Wild things: Blossom of spring
- ED KANZE
- Apr 18
- 3 min read

By ED KANZE
Along with “Over the Rainbow” and a few other songs that despite extreme repetition always manage to stir me, “Edelweiss,” from Rodgers and Hammerstein’s “The Sound of Music,” gets me every time. The notion of a “blossom of spring” that, even in the midst of hard times, will “bloom and grow forever” starts me thinking with great tenderness of the small but oh-so-lovely early spring wildflower known as hepatica.
I’m not sure why hepatica has gotten under my skin. Maybe it’s because it was a flower I discovered on my own, first spying the ground-hugging, leathery, three-parted leaves in the leaf litter after the last snow melted, and then coming along the same path a few weeks later and finding the plant’s tiny, pale-blue (they can also be white, pink, lavender or blue) flowers rising on fuzzy stems. In many places, in any given year, hepatica, after skunk cabbage, is the first native wildflower to unfurl its blossoms. There are two varieties, the round-lobed and the sharp-lobed, referring to the shape of the leaves. Some botanists see these two forms as separate species. Others see them as mere variations of the same. To complicate matters further, hepatica has long been attributed to its namesake genus, Hepatica with a capital “H,” but some botanists, citing molecular evidence, place it in the genus Anemone. Confused? You should be. Scientists are, too. Clarity may emerge with additional study. Mostly I’ve enjoyed hobnobbing with the round-lobed kind.
In his essay “A Spring Relish,” John Burroughs (1837-1921), the Catskill-born naturalist who became the most celebrated nature writer of his time, calls hepatica “the gem of the woods.” Burroughs suggests that some hepaticas are sweet-scented, while others are not. He might be right. Spurred by “A Spring Relish,” which you can find in his book, “Signs and Seasons,” I spent an afternoon once, crawling on hands and knees from one hepatica clump to another, sniffing. I found that some of the hepaticas gave off a rich floral bouquet, while others were scentless. I discussed Burroughs’s observations, and mine, with my late, dear botanist friend Carol Gracie, and she wondered if the cause of the variation in scent was timing. On a hillside dotted with these plants, some, she speculated, might be farther along in flowering than others, and this could account for some giving off dreamy aromas while others gave off, well, nothing.
Only a botanist would know by looking that hepaticas are close relations of buttercups. We think of buttercups as being yellow. The next time, or the first time, you spy a hepatica, picture in your mind’s eye petals not the color that you find them, but yellow. Then the kinship of the plant will begin to make sense.
An interesting feature of hepatica is the long-lasting nature of its leaves. While many of the early wildflowers of spring are informally called ephemerals because their stalks rise out of the leaf litter, unfurl blossoms, attract pollinators, make fruits, and then wither into virtual nonexistence, the leaves of hepatica hang around a full year. Through the winter they often appear a dull red, something like the color of raw liver. “Hepar,” root of the plant’s name, is Greek for liver.
The job of every flower, or at least every flower with working female parts, is to produce what you might call a seed, a berry, or a nut — but botanists call a fruit. The fruits produced by hepatica flowers are tiny and might amount to nothing if not for a neat trick. Hepaticas produce seeds with tiny fat-rich organs attached to them. These accessories are called elaiosomes. Ants prize them, and because they do, the seeds are collected and brought back to nests. There the ants gorge on their fatty, energy-laden treats, while the hepatica seeds are left behind, essentially planted by the ants in soil fertilized by their droppings. It’s a win-win arrangement for plant and insect alike.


WHAT TO WORK ON:
The records below are to be restated word for word; their pictures are not.

RECORDS SHOWN:
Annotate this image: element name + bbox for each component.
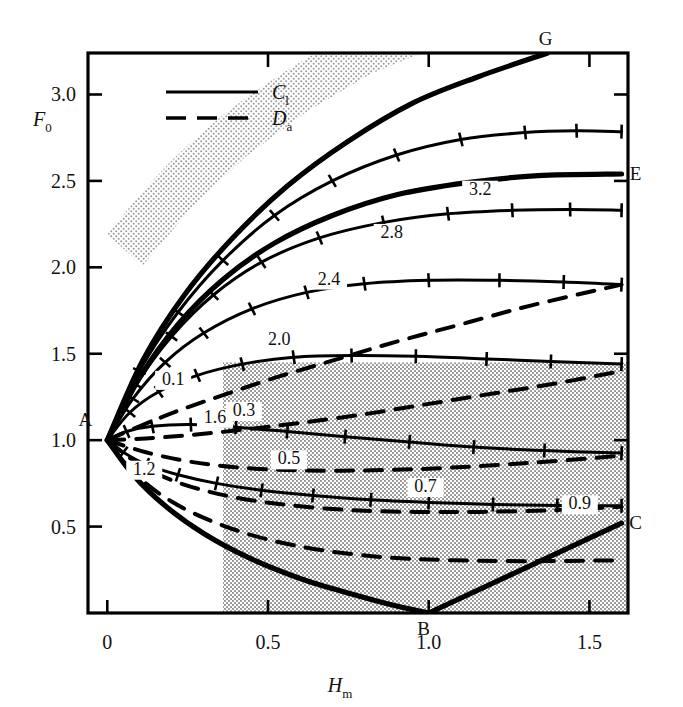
point-label-e: E <box>630 163 642 184</box>
contour-label: 0.5 <box>278 448 301 468</box>
contour-hatch <box>312 489 313 503</box>
contour-hatch <box>191 418 192 432</box>
y-tick-label: 0.5 <box>51 516 76 538</box>
y-tick-label: 3.0 <box>51 83 76 105</box>
contour-hatch <box>621 357 622 371</box>
contour-label: 0.7 <box>414 476 437 496</box>
y-tick-label: 2.5 <box>51 170 76 192</box>
contour-hatch <box>459 133 462 147</box>
y-tick-label: 2.0 <box>51 256 76 278</box>
x-tick-label: 0 <box>102 631 112 653</box>
contour-label: 0.3 <box>233 400 256 420</box>
contour-label: 1.6 <box>204 407 227 427</box>
contour-hatch <box>235 420 236 434</box>
contour-hatch <box>345 430 346 444</box>
contour-chart: 00.51.01.50.51.01.52.02.53.01.21.62.02.4… <box>0 0 683 707</box>
contour-label: 0.9 <box>569 493 592 513</box>
contour-hatch <box>151 419 154 433</box>
contour-label: 2.0 <box>268 329 291 349</box>
contour-label: 3.2 <box>469 179 492 199</box>
contour-hatch <box>447 207 449 221</box>
x-axis-title: Hm <box>327 674 353 701</box>
point-label-c: C <box>629 512 642 533</box>
contour-hatch <box>293 350 295 364</box>
contour-label: 1.2 <box>133 459 156 479</box>
y-tick-label: 1.5 <box>51 343 76 365</box>
chart-root: 00.51.01.50.51.01.52.02.53.01.21.62.02.4… <box>0 0 683 707</box>
contour-hatch <box>512 203 513 217</box>
contour-hatch <box>524 126 525 140</box>
contour-hatch <box>621 278 622 292</box>
contour-hatch <box>428 495 429 509</box>
point-label-b: B <box>417 618 430 639</box>
contour-hatch <box>544 444 545 458</box>
contour-hatch <box>287 425 288 439</box>
point-label-a: A <box>78 409 92 430</box>
point-label-g: G <box>539 28 553 49</box>
y-axis-title: F0 <box>32 108 52 135</box>
contour-hatch <box>409 435 410 449</box>
contour-hatch <box>551 355 552 369</box>
y-tick-label: 1.0 <box>51 429 76 451</box>
contour-hatch <box>428 273 429 287</box>
contour-hatch <box>199 327 207 338</box>
contour-label: 2.4 <box>318 269 341 289</box>
x-tick-label: 1.5 <box>577 631 602 653</box>
contour-hatch <box>370 493 371 507</box>
contour-hatch <box>363 277 365 291</box>
contour-hatch <box>486 352 487 366</box>
contour-hatch <box>215 477 218 491</box>
contour-label: 2.8 <box>381 222 404 242</box>
contour-label: 0.1 <box>162 369 185 389</box>
contour-hatch <box>473 440 474 454</box>
x-tick-label: 0.5 <box>256 631 281 653</box>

TASK RESPONSE:
Annotate this image: element name + bbox for each component.
point-label-e: E <box>630 163 642 184</box>
contour-label: 0.5 <box>278 448 301 468</box>
contour-hatch <box>312 489 313 503</box>
contour-hatch <box>191 418 192 432</box>
y-tick-label: 0.5 <box>51 516 76 538</box>
y-tick-label: 3.0 <box>51 83 76 105</box>
contour-hatch <box>621 357 622 371</box>
contour-label: 0.7 <box>414 476 437 496</box>
y-tick-label: 2.5 <box>51 170 76 192</box>
contour-hatch <box>459 133 462 147</box>
y-tick-label: 2.0 <box>51 256 76 278</box>
x-tick-label: 0 <box>102 631 112 653</box>
contour-label: 0.3 <box>233 400 256 420</box>
contour-label: 1.6 <box>204 407 227 427</box>
contour-hatch <box>235 420 236 434</box>
contour-hatch <box>345 430 346 444</box>
contour-chart: 00.51.01.50.51.01.52.02.53.01.21.62.02.4… <box>0 0 683 707</box>
contour-label: 0.9 <box>569 493 592 513</box>
contour-hatch <box>151 419 154 433</box>
contour-label: 2.0 <box>268 329 291 349</box>
contour-label: 3.2 <box>469 179 492 199</box>
contour-hatch <box>447 207 449 221</box>
x-axis-title: Hm <box>327 674 353 701</box>
point-label-c: C <box>629 512 642 533</box>
contour-hatch <box>293 350 295 364</box>
contour-label: 1.2 <box>133 459 156 479</box>
y-tick-label: 1.5 <box>51 343 76 365</box>
chart-root: 00.51.01.50.51.01.52.02.53.01.21.62.02.4… <box>0 0 683 707</box>
contour-hatch <box>512 203 513 217</box>
contour-hatch <box>524 126 525 140</box>
contour-hatch <box>621 278 622 292</box>
contour-hatch <box>428 495 429 509</box>
point-label-b: B <box>417 618 430 639</box>
contour-hatch <box>544 444 545 458</box>
contour-hatch <box>287 425 288 439</box>
point-label-a: A <box>78 409 92 430</box>
point-label-g: G <box>539 28 553 49</box>
y-axis-title: F0 <box>32 108 52 135</box>
contour-hatch <box>409 435 410 449</box>
contour-hatch <box>551 355 552 369</box>
y-tick-label: 1.0 <box>51 429 76 451</box>
contour-hatch <box>428 273 429 287</box>
contour-hatch <box>199 327 207 338</box>
contour-label: 2.4 <box>318 269 341 289</box>
x-tick-label: 1.5 <box>577 631 602 653</box>
contour-hatch <box>370 493 371 507</box>
contour-hatch <box>363 277 365 291</box>
contour-hatch <box>486 352 487 366</box>
contour-hatch <box>215 477 218 491</box>
contour-label: 2.8 <box>381 222 404 242</box>
contour-label: 0.1 <box>162 369 185 389</box>
contour-hatch <box>473 440 474 454</box>
x-tick-label: 0.5 <box>256 631 281 653</box>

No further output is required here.